Spa clients ask AI assistants four kinds of questions before they ever pick up the phone: what a specific service actually involves, whether it's safe for their body or condition, what the logistics of visiting look like, and how a place compares to others nearby. Answering these directly on your website, in plain language, is what lets tools like ChatGPT, Gemini, and Perplexity surface your business by name instead of describing the category and leaving the client to guess.
The four categories of questions clients ask before they book
Pre-booking questions to AI assistants fall into predictable groups: service-specific questions about what a modality is and who it's for, safety and contraindication questions clients feel awkward asking a receptionist, logistics questions about hours and cancellation terms, and comparison questions where the AI is asked to recommend a spa outright. Each category rewards a different kind of content on your site.
Service-specific questions: what actually happens during a hot stone or prenatal massage
Clients researching a modality want a description of technique, pressure, duration, and who it suits, not just a name on a price list. Someone typing "is deep tissue massage painful" or "what is a hot stone massage good for" into an AI assistant is trying to decide whether the service matches their expectations before they commit money or time.
A menu line like "Deep Tissue - 60 min" with no further explanation gives an AI assistant nothing to work with when a client asks a follow-up question. A page that explains what deep tissue work targets, how it differs from a relaxation massage, what a session actually feels like, and who tends to request it gives the assistant language it can quote back to the client with your business attached. The same applies to prenatal massage, hot stone, cupping, or any modality with more than one variant, since clients frequently ask AI to explain the difference before they ask a human.
The safety questions clients would rather ask a screen than a stranger
Clients often route sensitive health questions through an AI assistant instead of asking a spa directly, because it feels lower-stakes than asking a stranger on the phone. Common examples include whether massage is safe during a particular trimester of pregnancy, whether deep tissue work is appropriate with a herniated disc, or whether a client on blood thinners should avoid certain techniques.
If your site has no page addressing contraindications, the AI assistant either gives a generic medical-style answer with no business attached, or it stays vague and the client moves on to a competitor whose site does answer the question. A clear contraindication page, listing conditions that require a doctor's note, pregnancy trimester guidance, and situations where you'd modify or decline a treatment, gives the assistant something specific to reference. It also tends to reduce awkward front-desk conversations, since clients arrive already informed.
Logistics questions that decide whether a client bothers to call
Hours, parking, walk-in availability, and cancellation terms are the practical details that determine whether a client follows through on booking, and they're exactly the details AI assistants get wrong when a business hasn't published them clearly. A client asking "can I walk in for a massage today" or "what's the cancellation policy" wants a direct answer, not a prompt to call during business hours.
When this information lives only in a phone greeting or a paper sign at the front desk, an AI assistant has nothing to pull from and will either guess or stay silent on your business entirely. Publishing walk-in policy, parking instructions, and cancellation or late-arrival terms as plain text on your site, not buried in a PDF, gives assistants a source to quote and gives clients an answer before they ever need to call.
Why answering these questions on your site is what gets you named
When a spa's website answers service, safety, and logistics questions in plain language, AI assistants have concrete material to draw from when a client asks a related question, which is what allows the assistant to name that specific spa instead of describing massage therapy in general. Sites that leave these questions unanswered are effectively invisible to the assistant, even if the business itself is well-regarded locally.
The clients doing this research are not idle browsers. Someone asking an AI assistant whether hot stone massage helps with chronic shoulder tension, or whether a spa takes walk-ins on Saturdays, is close to booking and looking for the business that removes their last hesitation. A spa that has already answered the question in writing is the one the assistant surfaces.
To close that gap, consider publishing:
- A page per modality (deep tissue, Swedish, prenatal, hot stone, cupping) that explains technique, duration options, and who the service suits
- A contraindication and health-history page covering pregnancy, injuries, medications, and when a doctor's note is required
- A clearly stated cancellation and late-arrival policy, written in plain terms rather than legal language
- A walk-in and same-day availability page, updated to reflect how your booking actually works
- An hours, parking, and access page that answers logistics questions without requiring a phone call
Picture a client who just moved to the area, sore from unpacking boxes, asking their AI assistant which spa nearby is good for deep tissue work and takes walk-ins. If another spa's site has already answered that exact combination of questions, the assistant names that spa specifically, describes what to expect, and the client books there without ever seeing the spa down the street that offers the same service but never wrote it down.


» WORK REQUEST:
Find and copy each line of the data that includes "tangent".

SUPPLIED RECORDS START

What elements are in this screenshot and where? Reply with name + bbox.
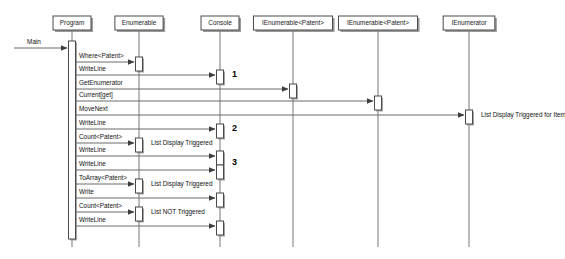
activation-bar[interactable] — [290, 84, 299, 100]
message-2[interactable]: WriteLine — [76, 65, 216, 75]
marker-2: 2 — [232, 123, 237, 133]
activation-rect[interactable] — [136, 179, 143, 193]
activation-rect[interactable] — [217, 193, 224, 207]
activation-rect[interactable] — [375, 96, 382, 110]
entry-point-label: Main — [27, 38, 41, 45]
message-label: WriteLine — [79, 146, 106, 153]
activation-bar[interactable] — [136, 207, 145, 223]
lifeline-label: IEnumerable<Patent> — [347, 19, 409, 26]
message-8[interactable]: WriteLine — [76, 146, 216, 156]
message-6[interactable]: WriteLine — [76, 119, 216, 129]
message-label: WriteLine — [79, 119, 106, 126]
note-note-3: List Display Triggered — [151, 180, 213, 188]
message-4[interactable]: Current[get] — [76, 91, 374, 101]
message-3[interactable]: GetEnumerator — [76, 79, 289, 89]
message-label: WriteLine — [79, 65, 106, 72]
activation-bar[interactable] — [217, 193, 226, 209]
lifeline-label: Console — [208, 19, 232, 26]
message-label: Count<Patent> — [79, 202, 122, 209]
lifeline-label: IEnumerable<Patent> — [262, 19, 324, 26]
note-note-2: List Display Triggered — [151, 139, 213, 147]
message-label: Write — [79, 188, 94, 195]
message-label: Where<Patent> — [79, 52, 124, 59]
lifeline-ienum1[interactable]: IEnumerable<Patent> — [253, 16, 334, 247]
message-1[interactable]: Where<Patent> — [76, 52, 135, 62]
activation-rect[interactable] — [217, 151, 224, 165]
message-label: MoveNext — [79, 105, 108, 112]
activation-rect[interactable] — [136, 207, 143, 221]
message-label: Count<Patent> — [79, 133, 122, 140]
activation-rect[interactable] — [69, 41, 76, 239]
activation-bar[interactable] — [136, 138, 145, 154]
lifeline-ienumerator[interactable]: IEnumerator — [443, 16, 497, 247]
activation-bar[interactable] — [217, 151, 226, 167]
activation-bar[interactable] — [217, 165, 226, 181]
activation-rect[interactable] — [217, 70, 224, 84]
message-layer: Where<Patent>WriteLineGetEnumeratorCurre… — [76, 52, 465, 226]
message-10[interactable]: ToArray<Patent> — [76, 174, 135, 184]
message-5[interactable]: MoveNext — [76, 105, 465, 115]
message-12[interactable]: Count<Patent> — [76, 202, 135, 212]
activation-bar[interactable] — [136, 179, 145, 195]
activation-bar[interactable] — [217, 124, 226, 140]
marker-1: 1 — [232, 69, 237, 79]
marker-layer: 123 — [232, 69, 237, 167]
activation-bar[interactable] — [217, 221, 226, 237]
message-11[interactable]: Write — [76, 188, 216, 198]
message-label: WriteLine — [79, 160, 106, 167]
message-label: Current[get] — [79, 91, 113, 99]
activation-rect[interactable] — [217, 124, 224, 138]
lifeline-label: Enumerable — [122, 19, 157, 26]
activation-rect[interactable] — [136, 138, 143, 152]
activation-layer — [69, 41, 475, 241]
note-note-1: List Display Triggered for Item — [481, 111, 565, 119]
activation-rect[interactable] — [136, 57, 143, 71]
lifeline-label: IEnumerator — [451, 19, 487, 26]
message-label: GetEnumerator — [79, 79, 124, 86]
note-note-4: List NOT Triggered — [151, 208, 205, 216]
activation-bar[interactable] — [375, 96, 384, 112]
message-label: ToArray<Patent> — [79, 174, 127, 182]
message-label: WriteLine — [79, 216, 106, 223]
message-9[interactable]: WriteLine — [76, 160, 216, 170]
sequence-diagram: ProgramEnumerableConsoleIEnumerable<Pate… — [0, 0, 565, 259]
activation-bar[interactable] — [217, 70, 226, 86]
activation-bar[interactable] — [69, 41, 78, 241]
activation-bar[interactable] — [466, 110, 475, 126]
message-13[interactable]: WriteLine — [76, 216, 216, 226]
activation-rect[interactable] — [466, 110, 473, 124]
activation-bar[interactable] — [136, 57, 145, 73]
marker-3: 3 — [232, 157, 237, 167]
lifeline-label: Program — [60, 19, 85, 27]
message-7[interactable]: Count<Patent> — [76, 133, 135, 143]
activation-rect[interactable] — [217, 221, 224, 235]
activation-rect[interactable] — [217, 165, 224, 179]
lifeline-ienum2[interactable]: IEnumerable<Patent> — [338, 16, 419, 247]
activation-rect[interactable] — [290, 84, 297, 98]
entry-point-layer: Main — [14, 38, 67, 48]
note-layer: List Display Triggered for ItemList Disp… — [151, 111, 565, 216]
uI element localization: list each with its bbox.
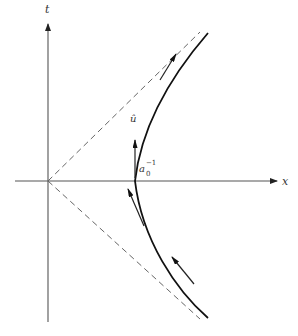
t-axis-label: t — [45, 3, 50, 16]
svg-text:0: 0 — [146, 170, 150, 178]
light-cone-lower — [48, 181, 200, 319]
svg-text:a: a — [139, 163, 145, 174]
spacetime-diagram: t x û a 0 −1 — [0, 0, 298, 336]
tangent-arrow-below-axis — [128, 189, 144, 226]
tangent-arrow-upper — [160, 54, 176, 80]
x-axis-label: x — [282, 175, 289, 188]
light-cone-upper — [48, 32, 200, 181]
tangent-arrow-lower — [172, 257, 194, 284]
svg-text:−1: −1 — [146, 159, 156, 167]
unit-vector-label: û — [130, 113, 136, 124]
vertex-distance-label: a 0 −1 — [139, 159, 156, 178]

SUPPLIED RECORDS END

» COMPLETED EXERCISE:
tangent-arrow-below-axis — [128, 189, 144, 226]
tangent-arrow-upper — [160, 54, 176, 80]
tangent-arrow-lower — [172, 257, 194, 284]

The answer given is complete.